Freddy's blog: Being a boy-boy

clock Released On 11 March 2019

Freddy's blog: Being a boy-boy

World Book Day and lots of our children will have gone to school dressed up as their favourite characters. I say lots because my wife overheard someone in the supermarket who was unsure if her daughter’s school’s World Book Day would be on the same day as World Book Day. Like how you might not have Your Christmas on the same day as World Christmas maybe.

The instructions from our daughter’s school were simple: please don’t send your child (son) in a superhero outfit because “their behaviour changes significantly” (they fight). It always draws neatly along traditional gender lines doesn’t it? Boys, unless prohibited, are Batman and Spiderman. Or otherwise Gruffalos and dinosaurs. And from what I heard this morning, girls are Snow White and Cinderella. I wonder which is better. Add 20 years to their age and I’d prefer to be around superheroes than princesses.

My wife was thinking she’d keep our daughter off (pre-school!) this week while I’m away with work, but our daughter came home one day last week and announced she was going to World Book Day as one of the characters from her favourite book, Charlie and the Chocolate Factory. Violet Beauregard? No. Shame - the big blueberry costume could be easy. Veruca Salt? Even better, just wear school uniform – but sadly not. Although neither is better behaved than a 4 year old Batman, really. But no, our daughter decided to be… Willy Wonka.
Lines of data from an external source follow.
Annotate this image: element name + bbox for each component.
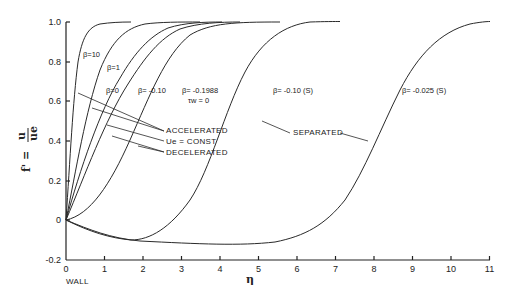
y-tick-label: 0.4 [48,136,61,146]
x-tick-label: 10 [446,264,456,274]
y-tick-label: 0.2 [48,176,61,186]
x-tick-labels: 0 1 2 3 4 5 6 7 8 9 10 11 [63,264,494,274]
x-axis-title: η [246,273,254,286]
x-tick-label: 5 [256,264,261,274]
label-beta-m010-s: β= -0.10 (S) [273,86,313,95]
y-axis-title-ue: ue [27,126,40,141]
label-tau-w: τw = 0 [188,96,209,105]
annotation-separated: SEPARATED [293,128,343,137]
y-tick-label: 0 [56,215,61,225]
x-tick-label: 6 [294,264,299,274]
x-tick-label: 4 [217,264,222,274]
x-tick-label: 2 [140,264,145,274]
y-tick-label: 0.8 [48,57,61,67]
label-beta-m0025-s: β= -0.025 (S) [402,86,447,95]
label-beta-m01988: β= -0.1988 [182,86,218,95]
curve-labels: β=10 β=1 β=0 β= -0.10 β= -0.1988 τw = 0 … [83,50,447,105]
y-tick-label: 1.0 [48,17,61,27]
annotation-ue-const: Ue = CONST [166,137,216,146]
annotation-accelerated: ACCELERATED [166,126,228,135]
label-beta-m010: β= -0.10 [138,86,166,95]
y-tick-label: 0.6 [48,96,61,106]
x-tick-label: 9 [410,264,415,274]
curve-beta-m0025s [66,22,490,245]
label-beta-0: β=0 [106,86,119,95]
x-tick-label: 7 [333,264,338,274]
boundary-layer-profile-chart: 1.0 0.8 0.6 0.4 0.2 0 -0.2 0 1 2 3 4 5 6… [0,0,520,299]
x-tick-label: 3 [179,264,184,274]
annotation-decelerated: DECELERATED [166,148,228,157]
wall-label: WALL [66,277,89,286]
y-axis-title-f: f' = [20,151,33,172]
label-beta-10: β=10 [83,50,100,59]
y-tick-labels: 1.0 0.8 0.6 0.4 0.2 0 -0.2 [45,17,61,265]
label-beta-1: β=1 [107,63,120,72]
curves [66,22,490,245]
y-axis-title: f' = u ue [15,126,40,172]
x-tick-label: 0 [63,264,68,274]
y-tick-label: -0.2 [45,255,61,265]
x-tick-label: 11 [485,264,494,274]
x-tick-label: 1 [102,264,107,274]
x-tick-label: 8 [371,264,376,274]
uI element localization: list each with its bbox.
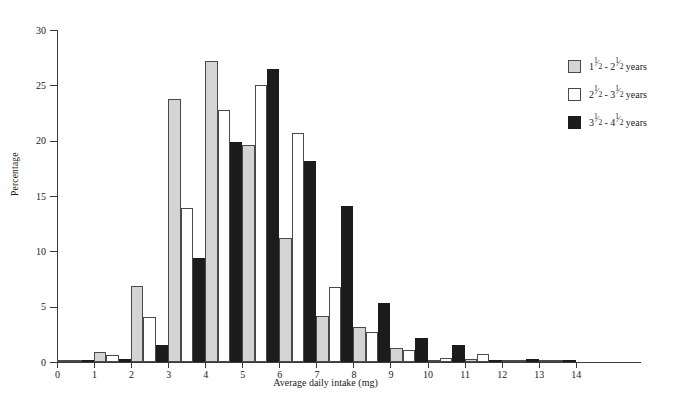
plot-area bbox=[57, 30, 598, 362]
bar bbox=[242, 145, 254, 362]
x-axis-tick: 12 bbox=[502, 362, 503, 368]
bar bbox=[106, 355, 118, 362]
y-axis-tick-label: 5 bbox=[41, 302, 50, 312]
bar bbox=[304, 161, 316, 362]
x-axis-tick: 5 bbox=[242, 362, 243, 368]
y-axis-tick-label: 30 bbox=[36, 25, 50, 35]
x-axis-tick: 11 bbox=[465, 362, 466, 368]
legend-swatch bbox=[568, 88, 581, 101]
x-axis-tick: 2 bbox=[131, 362, 132, 368]
legend-item[interactable]: 11⁄2 - 21⁄2 years bbox=[568, 52, 688, 80]
x-axis-tick: 0 bbox=[57, 362, 58, 368]
y-axis-tick-label: 15 bbox=[36, 191, 50, 201]
bar bbox=[143, 317, 155, 362]
bar bbox=[119, 359, 131, 362]
y-axis-tick: 10 bbox=[50, 251, 57, 252]
bar bbox=[551, 360, 563, 362]
y-axis-tick-label: 0 bbox=[41, 357, 50, 367]
legend-label: 31⁄2 - 41⁄2 years bbox=[589, 116, 647, 128]
bar bbox=[279, 238, 291, 362]
y-axis-tick: 30 bbox=[50, 30, 57, 31]
bar bbox=[489, 360, 501, 362]
x-axis-tick: 4 bbox=[205, 362, 206, 368]
bar bbox=[329, 287, 341, 362]
bar bbox=[205, 61, 217, 362]
x-axis-tick: 7 bbox=[316, 362, 317, 368]
legend-item[interactable]: 21⁄2 - 31⁄2 years bbox=[568, 80, 688, 108]
x-axis-tick: 1 bbox=[94, 362, 95, 368]
legend: 11⁄2 - 21⁄2 years21⁄2 - 31⁄2 years31⁄2 -… bbox=[568, 52, 688, 136]
bar bbox=[452, 345, 464, 362]
x-axis-tick: 6 bbox=[279, 362, 280, 368]
y-axis-tick: 5 bbox=[50, 307, 57, 308]
bar bbox=[292, 133, 304, 362]
x-axis-tick: 9 bbox=[390, 362, 391, 368]
bar bbox=[428, 360, 440, 362]
bar bbox=[477, 354, 489, 362]
legend-label: 21⁄2 - 31⁄2 years bbox=[589, 88, 647, 100]
legend-swatch bbox=[568, 60, 581, 73]
y-axis-tick: 20 bbox=[50, 141, 57, 142]
y-axis-tick: 15 bbox=[50, 196, 57, 197]
bar bbox=[514, 360, 526, 362]
bar bbox=[353, 327, 365, 362]
y-axis-tick-label: 25 bbox=[36, 81, 50, 91]
bar bbox=[168, 99, 180, 362]
bar bbox=[563, 360, 575, 362]
y-axis-tick: 25 bbox=[50, 85, 57, 86]
x-axis-tick: 8 bbox=[353, 362, 354, 368]
bar bbox=[526, 359, 538, 362]
y-axis-tick-label: 10 bbox=[36, 247, 50, 257]
x-axis-title-text: Average daily intake (mg) bbox=[273, 377, 378, 388]
bar bbox=[341, 206, 353, 362]
bar bbox=[267, 69, 279, 362]
bar bbox=[82, 360, 94, 362]
bar bbox=[390, 348, 402, 362]
x-axis-title: Average daily intake (mg) bbox=[0, 377, 689, 388]
bar bbox=[218, 110, 230, 362]
bar bbox=[366, 332, 378, 362]
x-axis-line bbox=[57, 362, 641, 363]
legend-label: 11⁄2 - 21⁄2 years bbox=[589, 60, 647, 72]
x-axis-tick: 14 bbox=[576, 362, 577, 368]
bar bbox=[57, 360, 69, 362]
bar bbox=[255, 85, 267, 362]
bar bbox=[316, 316, 328, 362]
bar bbox=[415, 338, 427, 362]
x-axis-tick: 3 bbox=[168, 362, 169, 368]
bar bbox=[131, 286, 143, 362]
bar bbox=[193, 258, 205, 362]
bar bbox=[156, 345, 168, 362]
legend-item[interactable]: 31⁄2 - 41⁄2 years bbox=[568, 108, 688, 136]
bar bbox=[230, 142, 242, 362]
y-axis-tick: 0 bbox=[50, 362, 57, 363]
bar bbox=[378, 303, 390, 362]
x-axis-tick: 13 bbox=[539, 362, 540, 368]
y-axis-title: Percentage bbox=[10, 152, 20, 196]
x-axis-tick: 10 bbox=[428, 362, 429, 368]
bar bbox=[465, 359, 477, 362]
bar bbox=[502, 360, 514, 362]
bar bbox=[539, 360, 551, 362]
bar bbox=[440, 358, 452, 362]
bar bbox=[69, 360, 81, 362]
bar bbox=[181, 208, 193, 362]
legend-swatch bbox=[568, 116, 581, 129]
bar bbox=[94, 352, 106, 362]
bar-chart: Percentage 051015202530 0123456789101112… bbox=[0, 0, 689, 412]
y-axis-tick-label: 20 bbox=[36, 136, 50, 146]
bar bbox=[403, 350, 415, 362]
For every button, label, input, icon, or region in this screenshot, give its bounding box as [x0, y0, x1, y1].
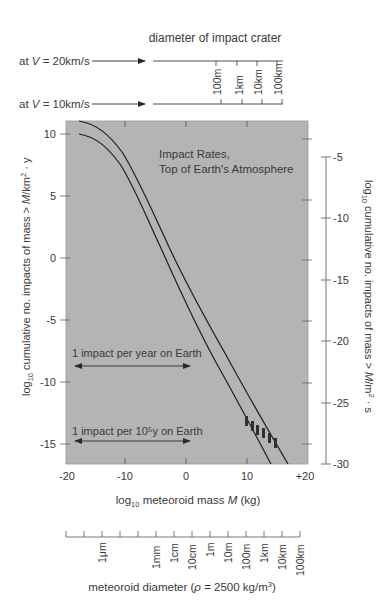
svg-text:0: 0 [50, 252, 56, 264]
svg-text:100m: 100m [240, 543, 252, 570]
svg-text:10cm: 10cm [186, 544, 198, 570]
svg-text:-20: -20 [59, 470, 75, 482]
impact-rate-chart: diameter of impact crater at V = 20km/s … [0, 0, 386, 615]
plot-title-line-1: Impact Rates, [159, 148, 230, 160]
svg-text:-10: -10 [333, 212, 349, 224]
x-axis: -20 -10 0 10 +20 log10 meteoroid mass M … [59, 470, 314, 509]
svg-text:10km: 10km [252, 69, 264, 95]
svg-text:0: 0 [183, 470, 189, 482]
crater-row-10kms: at V = 10km/s [19, 98, 283, 110]
svg-text:-10: -10 [117, 470, 133, 482]
plot-title-line-2: Top of Earth's Atmosphere [159, 163, 294, 175]
svg-text:10: 10 [241, 470, 253, 482]
svg-text:100m: 100m [211, 68, 223, 95]
meteoroid-diameter-scale: 1μm 1mm 1cm 10cm 1m 10m 100m 1km 10km 10… [66, 531, 306, 593]
diameter-scale-title: meteoroid diameter (ρ = 2500 kg/m3) [88, 580, 276, 593]
svg-text:10: 10 [44, 128, 56, 140]
svg-text:-30: -30 [333, 458, 349, 470]
svg-text:1km: 1km [233, 75, 245, 95]
crater-row-label-10: at V = 10km/s [19, 98, 90, 110]
svg-text:100km: 100km [294, 544, 306, 576]
svg-text:-5: -5 [333, 151, 343, 163]
crater-scale-title: diameter of impact crater [149, 31, 282, 45]
x-axis-title: log10 meteoroid mass M (kg) [116, 494, 261, 509]
svg-text:-15: -15 [40, 438, 56, 450]
svg-text:1km: 1km [258, 543, 270, 563]
plot-area: Impact Rates, Top of Earth's Atmosphere … [60, 121, 312, 464]
svg-text:1μm: 1μm [96, 542, 108, 563]
svg-text:-15: -15 [333, 274, 349, 286]
svg-text:-25: -25 [333, 397, 349, 409]
y-axis-title: log10 cumulative no. impacts of mass > M… [19, 157, 35, 396]
svg-text:-10: -10 [40, 376, 56, 388]
svg-text:1 impact per 10⁵y on Earth: 1 impact per 10⁵y on Earth [72, 425, 203, 437]
crater-row-20kms: at V = 20km/s [19, 55, 283, 67]
svg-text:10m: 10m [222, 542, 234, 563]
svg-text:1cm: 1cm [168, 543, 180, 563]
crater-diameter-scales: diameter of impact crater at V = 20km/s … [19, 31, 284, 110]
y-axis-right: -5 -10 -15 -20 -25 -30 log10 cumulative … [321, 151, 376, 470]
svg-text:100km: 100km [272, 63, 284, 95]
svg-text:10km: 10km [276, 544, 288, 570]
crater-tick-labels: 100m 1km 10km 100km [211, 63, 284, 95]
svg-text:5: 5 [50, 190, 56, 202]
svg-text:1mm: 1mm [150, 545, 162, 569]
svg-text:-5: -5 [46, 314, 56, 326]
svg-text:+20: +20 [296, 470, 315, 482]
y-axis-left: 10 5 0 -5 -10 -15 log10 cumulative no. i… [19, 128, 56, 450]
svg-text:1m: 1m [204, 542, 216, 557]
y2-axis-title: log10 cumulative no. impacts of mass > M… [360, 180, 376, 413]
crater-row-label-20: at V = 20km/s [19, 55, 90, 67]
svg-text:1 impact per year on Earth: 1 impact per year on Earth [72, 347, 202, 359]
svg-text:-20: -20 [333, 335, 349, 347]
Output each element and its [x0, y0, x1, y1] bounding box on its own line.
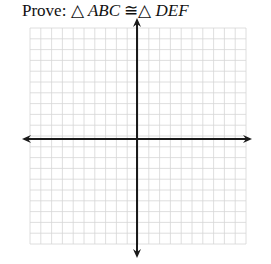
coordinate-plane: [0, 0, 271, 264]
So aside from the new skills in costume-making my wife just acquired, we’ve enjoyed the hilarity of our girl wanting to dress as a man aged 60-plus in the book and about 40 in the films. And on the eve of Her Wonka Day, she said “Tomorrow mummy, I’m going to be a boy all day aren’t I? I’m not going to be a girl-boy; I’m going to be a boy-boy.” If she was any older she’d have to be careful where she says this stuff because if the wrong person overhears she’ll be in a gender reassignment programme before she’s really had a chance to think it through long-term.

And that’s the trouble isn’t it? We categorise so easily along these lines. And then we want to break out of the categories. World Book Day is also the eve of International Women’s Day (if all the countries do it at the same time, of course…), where we hope to improve gender parity by celebrating female achievement. But the picture this paints often seems to fall into the same trap of fulfilling male and female roles, meeting male and female expectations, and looking magazine-perfect while you do it. 

I’ve written and deleted several paragraphs trying to work out what being Willy Wonka means to my daughter – through my adult eyes of course. All I’ve done is overcomplicate it. I hope as a dad to raise confident, independent girls and as a husband to support my wife to be the same. I don’t think it’s possible for me to ever know if I’ll have achieved that. But my daughter’s achievement on World Book Day is to be a character by casting character aside. To be the boy-boy she wants to be for a day. I hope she’s the woman she wants to be when she grows up. That would be a real achievement.

Freddy works in communications at trade association in the City, except on Friday afternoons when he takes his daughter swimming.